Dedicated Conflicts and Comparison Tool
Posted: Sun Jul 31, 2016 3:28 pm
Since the launch of the iOS version, I've slowly started migrating my working projects to Dropbox.
Once this process began, I noticed that I have in some cases 7 or 8 different location copies of the same project. Some are Scrivener created copies because the Scrivener thinks I've got the project open in different places. Some are squirreled away local copies and backups, and some are... Frankly I have no idea why they are there and how they got made. Now that I'm editing in up to six different virtual locations (iPhone, iPad, MacMini OSX, MacMini WinX, MacBookPro OSX, MacBookPro Win7) I'm running into a problem of pulling up what I think is the most up to date version of a project, and have several parts of the project be older, and then overwrite the edits done else where in the next sync.
See what I mean, all of these projects are the same root project.
Years ago, before Al Gore invented the Internet and Usenet had a high signal-to-noise ratio I used a product called "Beyond Compare" and it was great for what it did. I wish I had a similar tool that could look inside of Scrivener projects like that.
Would it be possible to develop a dedicated tool (I'm thinking an external one) to open multiple project files for comparisons? For example, feed it four different versions of the project, have it chew on all of them, and then generate a new project as a result that has all the congruent text in black and the variations merged in their respective locations as different colored text?
As more and more cloud-based storage of projects occurs, I think this would be a useful means to de-conflict projects without risk of major data-loss. Especially since it would be using the power of your computer to scan through all that text, rather than trying to eyeball which parts of the dozen project files have that one annoying typo killed forever!
Once this process began, I noticed that I have in some cases 7 or 8 different location copies of the same project. Some are Scrivener created copies because the Scrivener thinks I've got the project open in different places. Some are squirreled away local copies and backups, and some are... Frankly I have no idea why they are there and how they got made. Now that I'm editing in up to six different virtual locations (iPhone, iPad, MacMini OSX, MacMini WinX, MacBookPro OSX, MacBookPro Win7) I'm running into a problem of pulling up what I think is the most up to date version of a project, and have several parts of the project be older, and then overwrite the edits done else where in the next sync.
See what I mean, all of these projects are the same root project.
Years ago, before Al Gore invented the Internet and Usenet had a high signal-to-noise ratio I used a product called "Beyond Compare" and it was great for what it did. I wish I had a similar tool that could look inside of Scrivener projects like that.
Would it be possible to develop a dedicated tool (I'm thinking an external one) to open multiple project files for comparisons? For example, feed it four different versions of the project, have it chew on all of them, and then generate a new project as a result that has all the congruent text in black and the variations merged in their respective locations as different colored text?
As more and more cloud-based storage of projects occurs, I think this would be a useful means to de-conflict projects without risk of major data-loss. Especially since it would be using the power of your computer to scan through all that text, rather than trying to eyeball which parts of the dozen project files have that one annoying typo killed forever!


WHAT IS REQUIRED = Output the listing below verbatim, without images.

· · ·

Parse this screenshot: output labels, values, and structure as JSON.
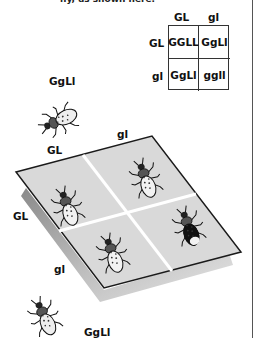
{
  "caption_fragment": "ny, as shown here.",
  "punnett": {
    "col_headers": [
      "GL",
      "gl"
    ],
    "row_headers": [
      "GL",
      "gl"
    ],
    "cells": [
      "GGLL",
      "GgLl",
      "GgLl",
      "ggll"
    ]
  },
  "parents": {
    "top_label": "GgLl",
    "bottom_label": "GgLl"
  },
  "plane": {
    "col_labels": [
      "GL",
      "gl"
    ],
    "row_labels": [
      "GL",
      "gl"
    ],
    "offspring": [
      {
        "genotype": "GGLL",
        "phenotype": "light"
      },
      {
        "genotype": "GgLl",
        "phenotype": "light"
      },
      {
        "genotype": "GgLl",
        "phenotype": "light"
      },
      {
        "genotype": "ggll",
        "phenotype": "dark"
      }
    ]
  },
  "colors": {
    "plane_fill": "#d9d9d9",
    "plane_under": "#a8a8a8",
    "divider": "#ffffff",
    "outline": "#1a1a1a",
    "dark_beetle": "#111111",
    "light_beetle": "#f2f2f2"
  }
}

· · ·

TASK ANSWER =
Parse this screenshot: output labels, values, and structure as JSON.
{
  "caption_fragment": "ny, as shown here.",
  "punnett": {
    "col_headers": [
      "GL",
      "gl"
    ],
    "row_headers": [
      "GL",
      "gl"
    ],
    "cells": [
      "GGLL",
      "GgLl",
      "GgLl",
      "ggll"
    ]
  },
  "parents": {
    "top_label": "GgLl",
    "bottom_label": "GgLl"
  },
  "plane": {
    "col_labels": [
      "GL",
      "gl"
    ],
    "row_labels": [
      "GL",
      "gl"
    ],
    "offspring": [
      {
        "genotype": "GGLL",
        "phenotype": "light"
      },
      {
        "genotype": "GgLl",
        "phenotype": "light"
      },
      {
        "genotype": "GgLl",
        "phenotype": "light"
      },
      {
        "genotype": "ggll",
        "phenotype": "dark"
      }
    ]
  },
  "colors": {
    "plane_fill": "#d9d9d9",
    "plane_under": "#a8a8a8",
    "divider": "#ffffff",
    "outline": "#1a1a1a",
    "dark_beetle": "#111111",
    "light_beetle": "#f2f2f2"
  }
}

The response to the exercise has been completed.